The View from Mary's Farm for August 2006
January 1, 1970
Making HayOn the wall inside the barn hangs an old scythe. It belonged to my husband, who knew how to sharpen the blade and how to wield the serpentine tool to cut grass neatly and sharply. He was not an old man but rather a young man who appreciated the ways of the old. The scythe handle is itself of wondrous design, contrived to pass straight along the curving contours of the land, to have mercy on the grass as well as the man who cradled it, an ancient dance between earth and man.
Haying quickens the pace and brightens awareness, as we watch the sky and smell the air for the sudden change of a summer’s afternoon. I try to imagine the fields here, all cut by hand. I know that the men came out in teams and cut together. I’ve heard the sound was like a great singing whisper.
Many years ago, I helped hay fields in the windy and cool climate of Iceland. The grass was not cut with a scythe but rather with sickle bar attached to the side of a small, squat Russian-made tractor. The cutter laid the grass in rows to dry in the cool Arctic sun. What Icelandic farmers do not have in intensity, they make up for in hours – the summer sun never sets so there’s more time for drying. When the hay was ready, we children of the farm were sent out to rake it into windrows. Later, when these rows had dried, we began the harder task of collecting the hay, using rake and pitchfork.
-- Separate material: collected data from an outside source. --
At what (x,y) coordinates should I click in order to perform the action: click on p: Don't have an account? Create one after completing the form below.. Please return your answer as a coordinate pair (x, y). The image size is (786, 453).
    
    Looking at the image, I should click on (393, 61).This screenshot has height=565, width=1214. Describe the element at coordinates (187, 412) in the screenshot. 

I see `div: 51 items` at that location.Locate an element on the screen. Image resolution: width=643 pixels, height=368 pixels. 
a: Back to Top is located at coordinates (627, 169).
We used the fork to stab the grass, bunching it tighter and tighter onto the sharp tines until we had tight bundles at the end of our forks. We’d heft these handmade bales onto a wagon until the overflowing load was pulled back to the barn where we would unload it, one bundle at a time, into the high loft, a precious harvest for the very long winter to come.
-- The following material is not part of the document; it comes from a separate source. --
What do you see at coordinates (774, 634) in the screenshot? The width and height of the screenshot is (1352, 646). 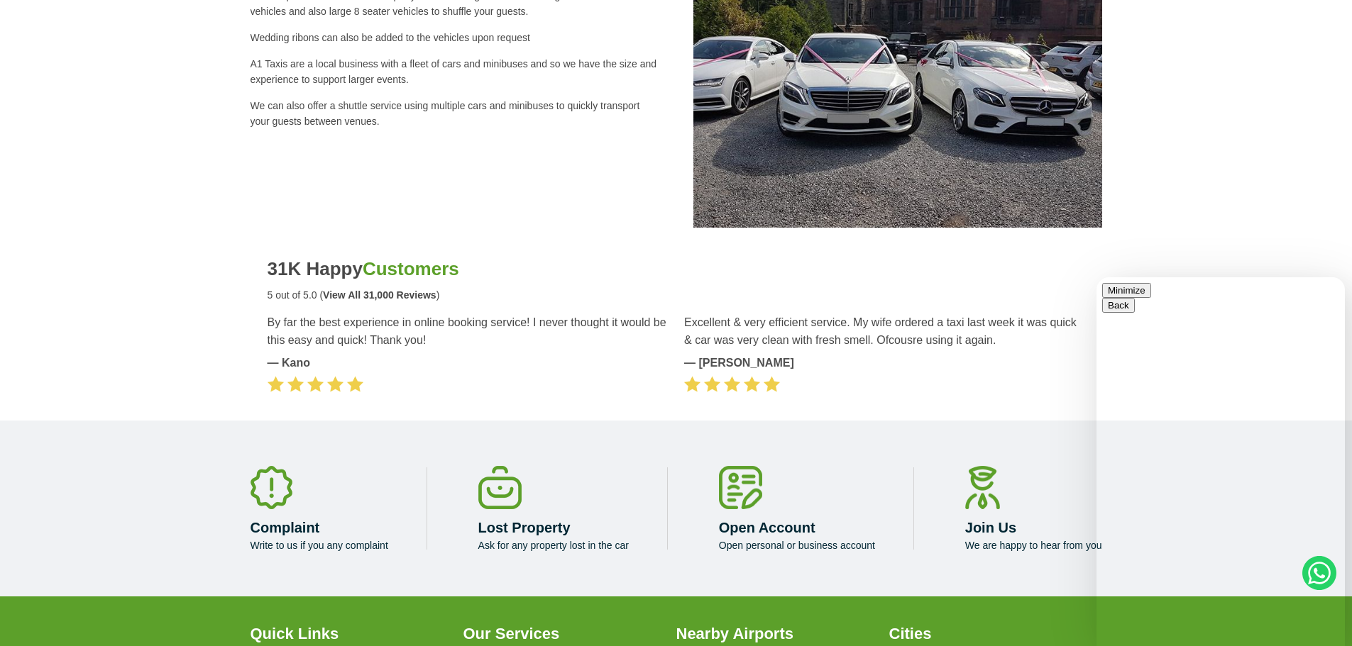 I see `h3: Nearby Airports` at bounding box center [774, 634].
Hay is still made on this farm, though I don’t participate. Each year, it seems, the process becomes quicker, more synchronized, more efficient. Jay, a farmer who is also my neighbor, takes the hay from my fields as well as from the fields that adjoin. He and his son-in-law come in on fast tractors and sometimes sweep the fields in a majestic John Deere duet, the two tractors cutting, tedding and raking in tandem. The baler has a kick on it so that as the bales are made, they pop out of the hopper and fly up in a high arc, landing neatly in the wagon behind. On a summer evening, this can make for mesmerizing viewing as the field becomes the stage on which these tractors and bales become the performers. The sound is more a great clatter than a whisper. At last, sun setting, engines straining, gears grinding, the tired farmers pull the harvest home, wagons piled high as a house. The scent of drying grass lingers in the air and comes in my open windows at night. Within days, the fields green up, the beginning of another crop. Making hay, however it is cut and baled, is an eternal harvest, if we can keep the fields and the farmers that long.